Gayle, I even had a friend say that after a certain age, one shouldn't wear t-shirts! I really can't figure that one out, and I'm wearing Storytelling Festival t-shirts (and "Metaphors Be With You") for as long as I want -- so there!
My favorite (dont' tell the others) niece was born when I was 40, so when she was 4, we went through the years, "When you were 1, I was 41, . . .now you are 4 and I'm 44, and next year," so proud to know her numbers, she said, "I'll be 5 and you'll be 55." Yikes! By that math I'd now be . . .nope, not going there . . .
(My mom never lied about her age, but she did teach us that it wasn't polite to ask grown women their ages. I guessed they weren't as proud of birthdays as we kids were).

Age is just a number -- 77 and still hot!
Now, a song for you!
http://www.youtube.com/watch?v=4mMnUDaOJT0

Good God, at what age am I not supposed to wear T-shirts? Because I expect I'll die in jeans and a T-shirt. They are the housedress of my generation.

And I want to be cremated with my socks on because my feet are always cold and I don't expect that to change just because I'm dead.

It was whatever age she was (and I think she's younger than I), but to be fair, when I looked startled, she amended it to just a rule for herself, not others . . .

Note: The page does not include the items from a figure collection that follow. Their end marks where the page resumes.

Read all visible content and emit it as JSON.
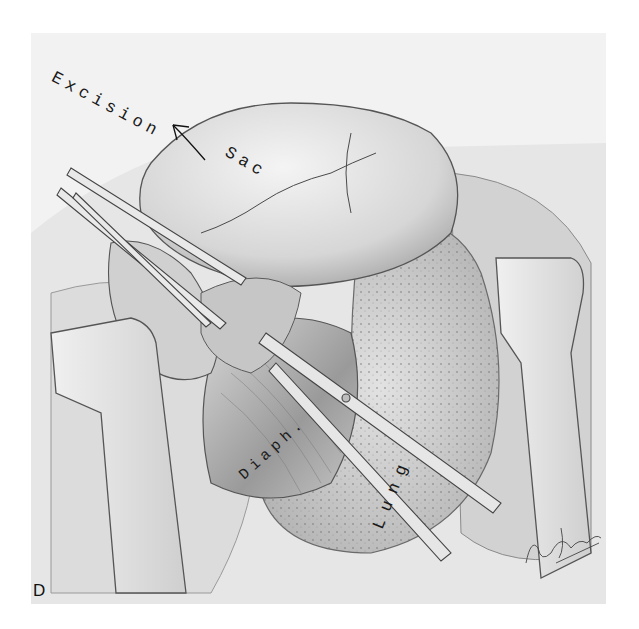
{
  "figure": {
    "panel_letter": "D",
    "labels": {
      "excision": "Excision",
      "sac": "Sac",
      "diaphragm": "Diaph.",
      "lung": "Lung"
    },
    "colors": {
      "background": "#ffffff",
      "paper": "#f2f2f2",
      "ink": "#1a1a1a",
      "tissue_light": "#e4e4e4",
      "tissue_mid": "#c8c8c8",
      "tissue_dark": "#8a8a8a"
    }
  }
}
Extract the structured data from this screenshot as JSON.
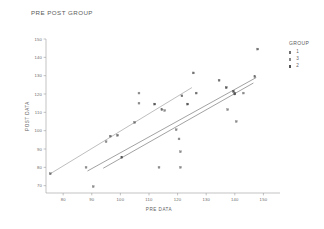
{
  "chart_data": {
    "type": "scatter",
    "title": "PRE POST GROUP",
    "xlabel": "PRE DATA",
    "ylabel": "POST DATA",
    "xlim": [
      74,
      153
    ],
    "ylim": [
      66,
      150
    ],
    "xticks": [
      80,
      90,
      100,
      110,
      120,
      130,
      140,
      150
    ],
    "yticks": [
      70,
      80,
      90,
      100,
      110,
      120,
      130,
      140,
      150
    ],
    "grid": false,
    "legend": {
      "title": "GROUP",
      "position": "right",
      "entries": [
        {
          "label": "1",
          "color": "#707070",
          "marker": "square"
        },
        {
          "label": "3",
          "color": "#8a8a8a",
          "marker": "square"
        },
        {
          "label": "2",
          "color": "#555555",
          "marker": "square"
        }
      ]
    },
    "series": [
      {
        "name": "1",
        "color": "#707070",
        "points": [
          [
            75.5,
            76.5
          ],
          [
            96.5,
            97.0
          ],
          [
            99.0,
            97.5
          ],
          [
            105.0,
            104.5
          ],
          [
            114.5,
            111.5
          ],
          [
            121.5,
            119.0
          ],
          [
            126.5,
            120.5
          ],
          [
            125.5,
            131.5
          ],
          [
            134.5,
            127.5
          ],
          [
            140.0,
            120.5
          ],
          [
            148.0,
            144.5
          ],
          [
            147.0,
            129.5
          ]
        ]
      },
      {
        "name": "3",
        "color": "#8a8a8a",
        "points": [
          [
            88.0,
            80.0
          ],
          [
            90.5,
            69.5
          ],
          [
            95.0,
            94.0
          ],
          [
            106.5,
            120.5
          ],
          [
            106.5,
            115.0
          ],
          [
            115.5,
            111.0
          ],
          [
            119.5,
            100.5
          ],
          [
            120.5,
            95.5
          ],
          [
            121.0,
            88.5
          ],
          [
            121.0,
            80.0
          ],
          [
            113.5,
            80.0
          ],
          [
            137.5,
            111.5
          ],
          [
            140.5,
            105.0
          ],
          [
            143.0,
            120.5
          ]
        ]
      },
      {
        "name": "2",
        "color": "#555555",
        "points": [
          [
            112.0,
            114.5
          ],
          [
            123.5,
            114.5
          ],
          [
            137.0,
            123.5
          ],
          [
            139.5,
            121.5
          ],
          [
            140.0,
            120.0
          ],
          [
            100.5,
            85.5
          ]
        ]
      }
    ],
    "fit_lines": [
      {
        "name": "group-3-fit",
        "color": "#9b9b9b",
        "x0": 75.5,
        "y0": 76.5,
        "x1": 125.0,
        "y1": 123.5
      },
      {
        "name": "group-1-fit",
        "color": "#6f6f6f",
        "x0": 88.5,
        "y0": 78.0,
        "x1": 147.5,
        "y1": 129.0
      },
      {
        "name": "group-2-fit",
        "color": "#6f6f6f",
        "x0": 94.0,
        "y0": 79.5,
        "x1": 146.5,
        "y1": 126.0
      }
    ]
  }
}
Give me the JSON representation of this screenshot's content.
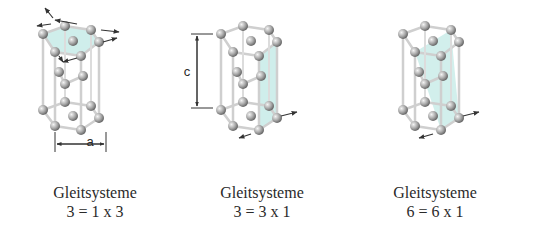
{
  "figure": {
    "colors": {
      "plane": "#bfe8e4",
      "atom": "#9a9a9a",
      "bond": "#d8d8d8",
      "text": "#2a2a2a"
    },
    "panels": [
      {
        "id": "basal",
        "dimension_label": "a",
        "caption_title": "Gleitsysteme",
        "caption_formula": "3 = 1 x 3"
      },
      {
        "id": "prismatic",
        "dimension_label": "c",
        "caption_title": "Gleitsysteme",
        "caption_formula": "3 = 3 x 1"
      },
      {
        "id": "pyramidal",
        "caption_title": "Gleitsysteme",
        "caption_formula": "6 = 6 x 1"
      }
    ]
  }
}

Men hide their age sometimes too. My father-in-law lied about his age as a boy so he could go into the coal mines sooner and start earning money. Later when he wanted to draw Social Security he had a heck of a time proving his age. When we buried him, we were still not sure, and I think his death certificate has him as a year younger than his oldest sister, even though there were a couple of brothers between them. Young in life, young in death.
Me? 56 and proud of every one of those years, and the gray hairs to go with them.

Oh Elaine, I'm 57 and look it, you look 40! I figure kids make us older, and I've earned every damn gray hair (and work hard to make it look blond! LOL)

Granny Sue, good to see you here at TLC. Your blog and this one were the first I added to my toolbar favorites so I could check them daily. Love the New Year's stories!